Moving to RHEL6 for tracking purposes as per:
https://bugzilla.redhat.com/show_bug.cgi?id=214891#c26

Comment 6 RHEL Program Management 2009-08-24 10:35:51 UTC
This request was evaluated by Red Hat Product Management for inclusion in a Red
Hat Enterprise Linux major release.  Product Management has requested further
review of this request by Red Hat Engineering, for potential inclusion in a Red
Hat Enterprise Linux Major release.  This request is not yet committed for
inclusion.

Comment 7 Steve Rotolo 2009-12-16 22:52:04 UTC
Perhaps a good solution is to have mount write mtab locks under /var/lock instead  of in /etc.  /var/lock is already in /etc/rwtab.  Then one would not have to use mount -n, and actually get a usable /etc/mtab file.

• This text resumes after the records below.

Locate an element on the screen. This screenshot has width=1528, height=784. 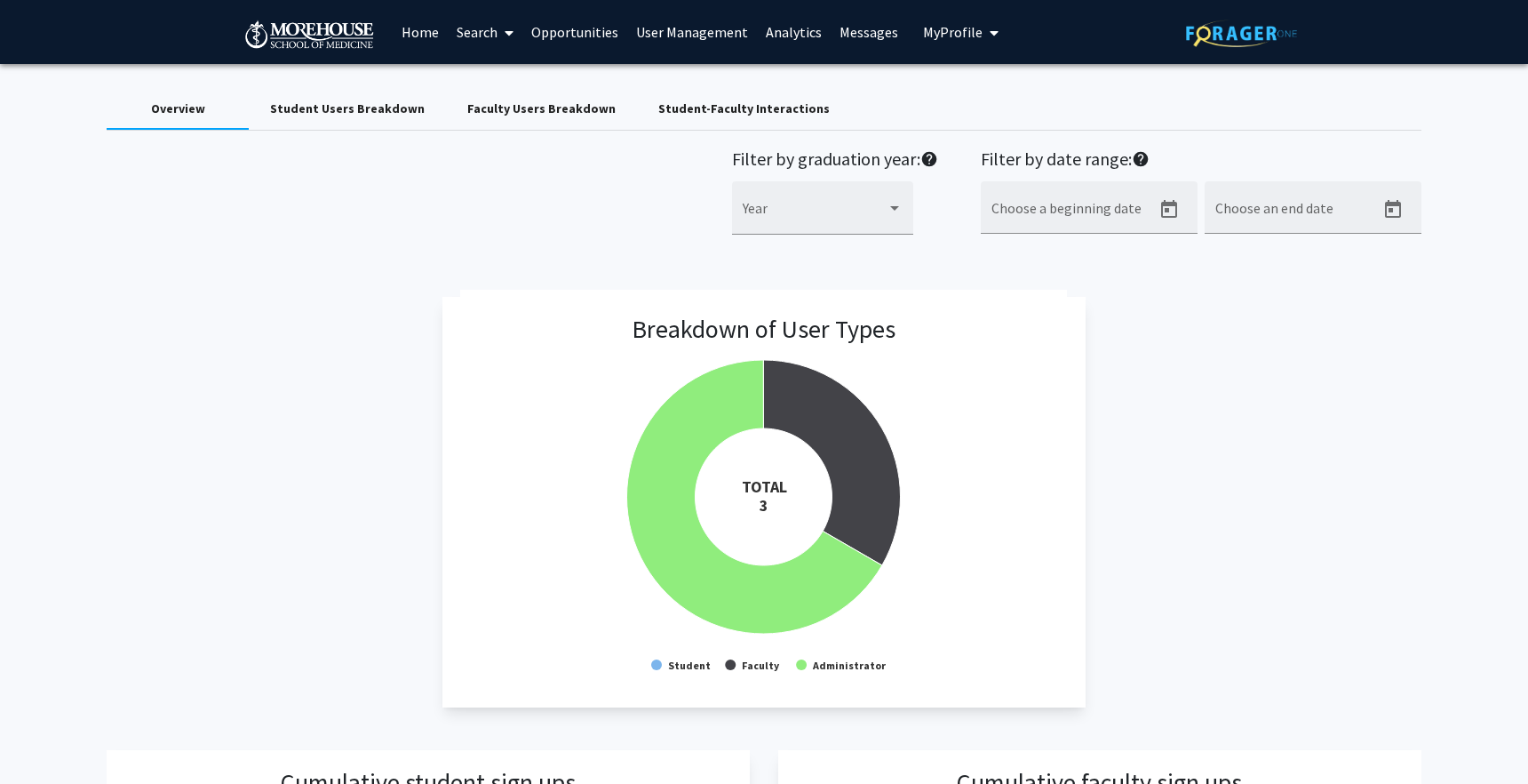
text: Student is located at coordinates (689, 665).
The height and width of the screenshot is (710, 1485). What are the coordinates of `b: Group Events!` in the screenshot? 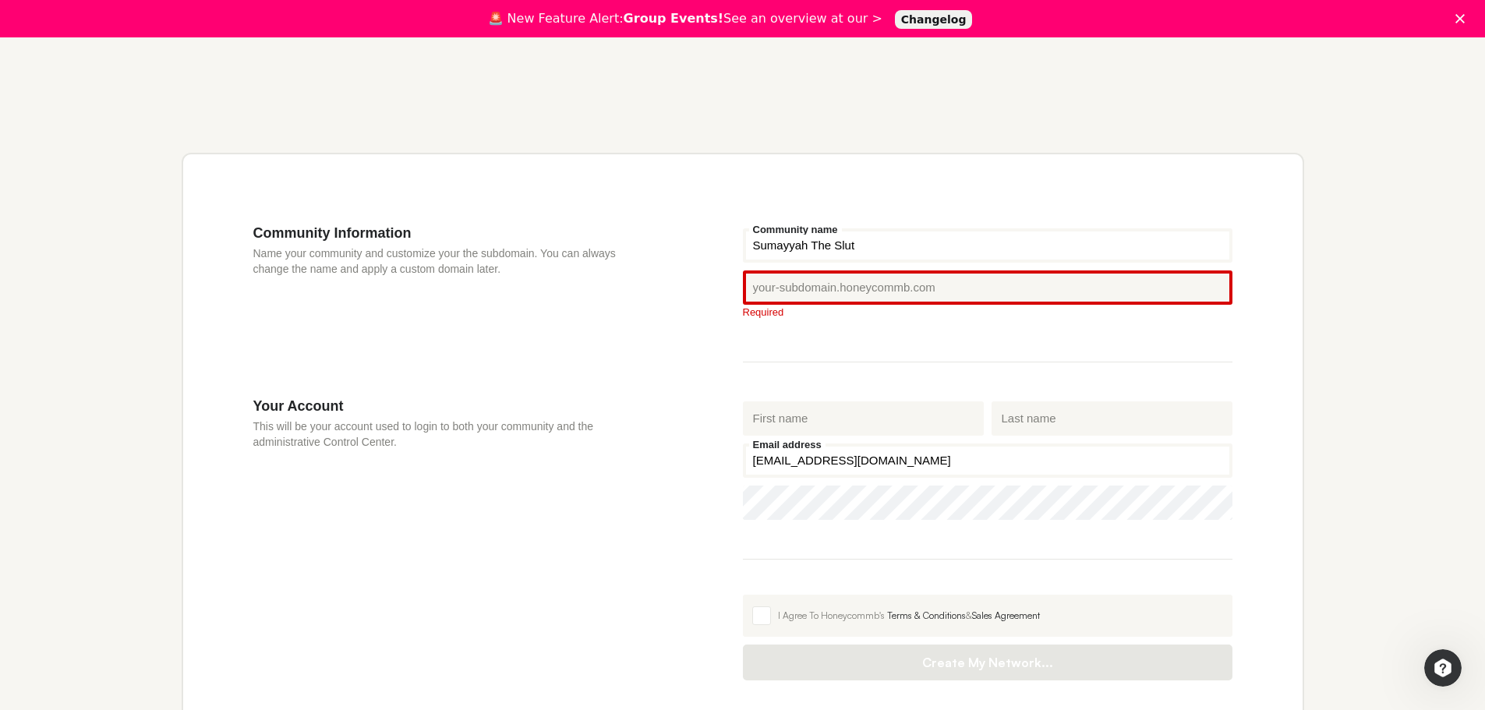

Comment 8 Steve Rotolo 2009-12-16 22:54:17 UTC
I forgot to mention that I am having this problem on RHEL 5.4.  And there seems to be a fair number of init.d scripts that have this problem.

Comment 9 Bill Nottingham 2009-12-17 01:07:36 UTC
/var/lock isn't necessarily there during rc.sysinit.

Comment 10 Steve Rotolo 2009-12-17 13:59:58 UTC
When READONLY root is used with the default /etc/rwtab, rc.sysinit creates /var/lock as a bind-mount into /var/lib/stateless/writable.  I believe all mounts in rc.sysinit prior to that are done with mount -n anyway.

I guess the problem is when READONLY is not set, huh?  Then something may get mounted on /var later...

Comment 11 Bill Nottingham 2009-12-17 17:28:24 UTC
Correct.

Comment 12 Karel Zak 2010-01-29 14:50:29 UTC
Well, if init scripts use "mount -n" then we can close this bug, right? I'm not sure what change is expected in mount(8).

For more details why we cannot move the mtab lock file see #214891.

Comment 13 Bill Nottingham 2010-01-29 17:36:19 UTC
Oof, it seems weird to have to every time we call mount to try and decide whether or not we should pass -n, depending on the state of /etc.

Honestly... union mounts are the way to go.